In Live blogging starting today at 10am EST, in what law.com called "a rare if not unprecedented Thursday session" of the US Supreme Court, the court issued a 5-4 decision in Citizens United totaling 176 pages in length for all opinions (the longest of this term and in a while...) http://www.supremecourtus.gov/opinions/09pdf/08-205.pdf
Scotusblog.com says this in live chat from the Supreme Court: "The Court's decision overturns the previously settled distinction between corporate and individual expenditures in American elections."

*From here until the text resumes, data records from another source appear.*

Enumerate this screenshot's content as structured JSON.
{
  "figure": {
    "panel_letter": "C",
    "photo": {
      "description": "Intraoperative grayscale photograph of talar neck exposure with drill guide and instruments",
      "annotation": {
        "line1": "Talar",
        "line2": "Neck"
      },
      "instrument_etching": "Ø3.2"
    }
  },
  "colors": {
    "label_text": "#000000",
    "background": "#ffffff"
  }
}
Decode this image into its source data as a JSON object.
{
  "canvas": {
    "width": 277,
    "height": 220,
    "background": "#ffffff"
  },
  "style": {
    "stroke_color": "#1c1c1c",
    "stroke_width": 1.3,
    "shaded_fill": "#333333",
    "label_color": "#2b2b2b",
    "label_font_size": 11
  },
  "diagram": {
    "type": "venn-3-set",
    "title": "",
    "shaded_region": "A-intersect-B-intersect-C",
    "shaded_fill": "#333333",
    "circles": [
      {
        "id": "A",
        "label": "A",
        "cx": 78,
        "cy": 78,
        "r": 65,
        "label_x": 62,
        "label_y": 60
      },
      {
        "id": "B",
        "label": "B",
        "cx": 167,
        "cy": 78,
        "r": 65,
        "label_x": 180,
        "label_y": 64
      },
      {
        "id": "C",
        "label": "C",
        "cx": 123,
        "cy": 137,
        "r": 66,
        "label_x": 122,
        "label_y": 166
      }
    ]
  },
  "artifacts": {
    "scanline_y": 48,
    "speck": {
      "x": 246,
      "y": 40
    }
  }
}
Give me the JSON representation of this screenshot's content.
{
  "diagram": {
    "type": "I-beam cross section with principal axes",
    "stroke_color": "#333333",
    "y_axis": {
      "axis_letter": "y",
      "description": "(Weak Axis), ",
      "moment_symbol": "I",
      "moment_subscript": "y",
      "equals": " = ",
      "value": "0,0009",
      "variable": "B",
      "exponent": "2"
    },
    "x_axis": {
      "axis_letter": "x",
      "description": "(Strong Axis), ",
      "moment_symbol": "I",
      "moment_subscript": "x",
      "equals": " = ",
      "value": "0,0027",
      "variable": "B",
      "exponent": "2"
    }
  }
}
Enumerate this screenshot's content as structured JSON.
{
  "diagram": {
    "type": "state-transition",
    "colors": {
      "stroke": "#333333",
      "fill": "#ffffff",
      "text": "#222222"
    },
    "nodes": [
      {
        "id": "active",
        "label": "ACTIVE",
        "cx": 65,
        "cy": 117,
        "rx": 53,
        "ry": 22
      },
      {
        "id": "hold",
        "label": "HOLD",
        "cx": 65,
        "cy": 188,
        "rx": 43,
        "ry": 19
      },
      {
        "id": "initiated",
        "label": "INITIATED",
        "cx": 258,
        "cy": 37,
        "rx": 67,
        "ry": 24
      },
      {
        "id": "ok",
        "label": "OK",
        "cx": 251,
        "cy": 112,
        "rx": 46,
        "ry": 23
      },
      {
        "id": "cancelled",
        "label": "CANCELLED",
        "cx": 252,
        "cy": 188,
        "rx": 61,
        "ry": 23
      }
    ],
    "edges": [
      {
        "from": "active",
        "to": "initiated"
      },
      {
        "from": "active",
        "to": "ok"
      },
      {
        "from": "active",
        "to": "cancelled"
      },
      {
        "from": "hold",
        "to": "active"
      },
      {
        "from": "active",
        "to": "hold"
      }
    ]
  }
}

The five justice majority opinion, written by Kennedy, effectively declares that corporate treasury money has a constitutional right to be used in an unlimited fashion in campaign politics because it is protected by the First Amendment. This reverses approximately a century of congressional and state regulation of campaign finance. See http://www.supremecourtus.gov/opinions/09pdf/08-205.pdf
The US Supreme Court case called Austin v. Michigan (494 U.S. 652 (1990)) is overruled.
The US Supreme Court case McConnell v FEC (2003) upholding limits on independent corporate expenditures is also overruled.
Nonstop propaganda alters the will of the electorate and defeats the conditions for "free elections" which are elections free from corrupting influence, fraud, force or any other condition that prevents the true voice and will of the people from being heard. Certainly, nonstop propaganda is something that will affect and distort the true voice and will of any people.
Stevens, in partial dissent, wrote a 90 page dissent, joined by Sotomayor and Ginsburg and Breyer. Exactly what "Partial" means has to be sorted out still since this is breaking... The partial dissent by Thomas complains about the one part of the majority opinion upholding disclosure requirements. Without disclosure, the candidate contributions would be not only unlimited but effectively secret.
TECHNICALLY: The Citizens United case is reversed in part, affirmed in part, and remanded. However, the affirmed part is only as to requiring disclosure by Citizens United, the reversal is much bigger and strikes down any right on the part of the government to regulate corporations like Citizens United in any campaign activity.
Thus, non-voters, non-citizens and non-human beings in the form of corporations, with foreign money, or mob money, or you name it, can take to the airwaves and contribute directly to candidates in an unlimited fashion. And, they are only about one vote away, perhaps two, from making these unlimited contributions SECRET so we the people don't even know WHO is talking at us so long and loud, or who's funding it...
This is a revolution against democracy, because We the People are being handcuffed and rendered helpless (by the courts) to have any kind of order in campaign finance. Rights are supposed to protect We the People from our government. Now the Supreme Court has weaponized the Constitution for use against We the People in elections of representatives to hold OUR power.
The First Amendment applies to government powers but elections of CANDIDATES are totally unique and special because they do not make law. Corporations, where they have legitimate business interests, live to fight another day. They are not harmed even by total exclusion from financing candidate campaigns. Yet the Court has opened the floodgates so that every representative can be considered bought and paid for - NO MATTER WHAT THEIR POSITION OR VOTE IS. In the probably rare event such position is progressive, it's bought and paid for by progressive rich folks...
Make no mistake: The court thinks discrimination on the source of funds is unconstitutional, but using corporate treasury funds instead of PAC donations from individual officers means Someone else's money is being used -- either consumers who didn't consent to part of the purchase price funding politics, or shareholders who are almost never consulted about political activities or lobbying: they too are compelled into forced speech against their will.
The ONLY thing preventing corporate charities from spending money on political campaigns is 501(c)(3) federal law and regulations. These are federal laws of the same status as campaign finance regulations. One really has to wonder whether this will destabilize confidence in charities as well, who may decide to spend charitable contributions on politics and then challenge any restrictions on that as unconstitutional.
The Supreme Court went way out of its way to overrule a century of regulation of corporations (and unions, as well). After oral argument in this relatively minor case, they asked for a special round of briefing on the subject of overturning Austin v. Michigan and another case. So much for the doctrine of "constitutional avoidance" which holds that cases ought to be resolved on non-constitutional grounds if possible. Legal bloggers have pointed to several ways the case could have been resolved non-constitutionally, and in nay event overturning Austin et al was not an issue raised by the original pleadings before the court.
It's all about attempting to entrench corporate rule: But now it's all in the OPEN like never before. This openness is outrageous, but it's also helpful: the Mask of corporate rule is now off.